At this time, Israel is responding in a variety of rather high-profile ways. Its official line is to say that its continued healthy rate of economic growth shows that BDS is having a negligible economic impact. Its governmental behaviour suggests otherwise. Israeli think tanks and government officials now no longer hide their worries that BDS poses the greatest threat to Israel’s preferred future.

Smearing BDS  

Israel has launched its own campaign to punish and intimidate those who support BDS, and even to criminalise advocacy.

The Israeli lobby has been mobilised around this anti-BDS agenda in the United States, pushing state legislatures to pass laws that punish corporations that boycott Israel by denying them access to the domestic market or declare that BDS activism is a form of hate speech that qualifies as anti-Semitism. Israel is even seeking common cause with liberal Zionist advocacy group J Street in the US to work together against BDS, a threat it previously derisively dismissed.

It is not new, of course, to brand critics of Israel as anti-Semites. Those of us who have tried to bear witness to Israeli wrongdoing have been so attacked with increasing venom over the course of the last decade or so. The attack on pro-Palestinian members of the UK Labour Party as anti-Semites is part of this Zionist pushback.

What is particularly disturbing is that many Western political leaders echo such sentiments, including even the current UN Secretary General Ban Ki-moon. Israel has no compunctions about attacking the UN as hostile and biased, while when convenient, invoking UN authority to discredit its critics.
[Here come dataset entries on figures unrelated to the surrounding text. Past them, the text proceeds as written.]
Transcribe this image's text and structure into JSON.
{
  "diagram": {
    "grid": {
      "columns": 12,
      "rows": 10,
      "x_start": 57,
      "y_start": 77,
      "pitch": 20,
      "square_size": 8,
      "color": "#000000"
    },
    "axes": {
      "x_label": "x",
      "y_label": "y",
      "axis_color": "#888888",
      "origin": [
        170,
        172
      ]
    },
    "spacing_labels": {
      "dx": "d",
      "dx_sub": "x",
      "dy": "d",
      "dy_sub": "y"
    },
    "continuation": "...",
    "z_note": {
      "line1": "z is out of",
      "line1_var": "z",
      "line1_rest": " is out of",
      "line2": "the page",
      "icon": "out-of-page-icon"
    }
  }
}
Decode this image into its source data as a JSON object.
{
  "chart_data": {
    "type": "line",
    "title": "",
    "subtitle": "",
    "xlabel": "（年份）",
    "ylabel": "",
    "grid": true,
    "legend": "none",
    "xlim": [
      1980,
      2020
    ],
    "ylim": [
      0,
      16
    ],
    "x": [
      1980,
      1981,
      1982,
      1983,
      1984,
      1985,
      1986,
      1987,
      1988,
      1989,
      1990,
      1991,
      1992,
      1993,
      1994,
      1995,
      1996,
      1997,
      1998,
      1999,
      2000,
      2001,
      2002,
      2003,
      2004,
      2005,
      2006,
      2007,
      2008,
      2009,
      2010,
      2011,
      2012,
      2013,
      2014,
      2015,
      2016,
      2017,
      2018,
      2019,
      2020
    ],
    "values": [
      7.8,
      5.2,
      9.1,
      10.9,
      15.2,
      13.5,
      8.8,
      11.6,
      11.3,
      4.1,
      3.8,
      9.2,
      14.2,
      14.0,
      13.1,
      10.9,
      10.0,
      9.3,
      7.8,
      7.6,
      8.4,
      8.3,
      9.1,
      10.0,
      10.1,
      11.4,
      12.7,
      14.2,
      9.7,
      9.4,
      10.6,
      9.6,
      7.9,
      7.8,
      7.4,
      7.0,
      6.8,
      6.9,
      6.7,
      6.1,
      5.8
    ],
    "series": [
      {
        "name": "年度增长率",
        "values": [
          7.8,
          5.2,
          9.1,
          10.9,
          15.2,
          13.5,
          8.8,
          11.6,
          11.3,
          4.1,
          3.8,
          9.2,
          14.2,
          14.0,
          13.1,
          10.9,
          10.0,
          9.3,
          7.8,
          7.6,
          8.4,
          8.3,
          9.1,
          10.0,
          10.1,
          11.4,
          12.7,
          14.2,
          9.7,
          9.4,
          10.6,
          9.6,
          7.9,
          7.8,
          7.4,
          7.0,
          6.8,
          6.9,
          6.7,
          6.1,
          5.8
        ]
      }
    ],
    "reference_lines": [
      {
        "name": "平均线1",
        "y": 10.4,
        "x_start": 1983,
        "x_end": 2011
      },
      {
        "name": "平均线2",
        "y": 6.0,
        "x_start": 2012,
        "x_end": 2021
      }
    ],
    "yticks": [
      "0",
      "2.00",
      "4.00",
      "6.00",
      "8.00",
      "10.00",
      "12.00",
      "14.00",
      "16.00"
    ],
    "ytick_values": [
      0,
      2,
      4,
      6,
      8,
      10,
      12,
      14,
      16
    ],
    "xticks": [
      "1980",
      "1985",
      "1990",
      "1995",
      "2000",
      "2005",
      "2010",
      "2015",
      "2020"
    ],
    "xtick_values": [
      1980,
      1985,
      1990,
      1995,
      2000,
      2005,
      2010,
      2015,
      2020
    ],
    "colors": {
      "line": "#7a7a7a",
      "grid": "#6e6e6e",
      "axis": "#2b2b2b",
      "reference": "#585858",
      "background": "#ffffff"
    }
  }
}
It is notable that this latest phase of Palestinian national struggle is being waged nonviolently, and in a manner that accords with the best traditions of constitutional democracy. That Israel and Zionist hardliners should be opposing BDS by an ugly smear campaign exposes Israel’s weakness when it comes to the legitimacy of its policies and practices, and should give the Palestinians hope that their cause is far from lost.
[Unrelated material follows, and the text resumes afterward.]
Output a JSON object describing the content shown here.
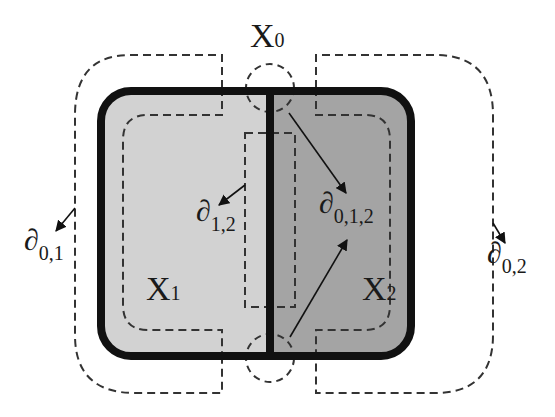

- Richard Falk is an international law and international relations scholar who taught at Princeton University for 40 years. In 2008 he was also appointed by the UN to serve a six-year term as the Special Rapporteur on Palestinian human rights.

The views expressed in this article belong to the author and do not necessarily reflect the editorial policy of Middle East Eye.

Photo: A Palestinian youth waves the national flag as Israeli military digs in search of smuggling tunnels at the border east of Gaza city on 15 May, 2016 (AFP).

This article is available in French on Middle East Eye French edition.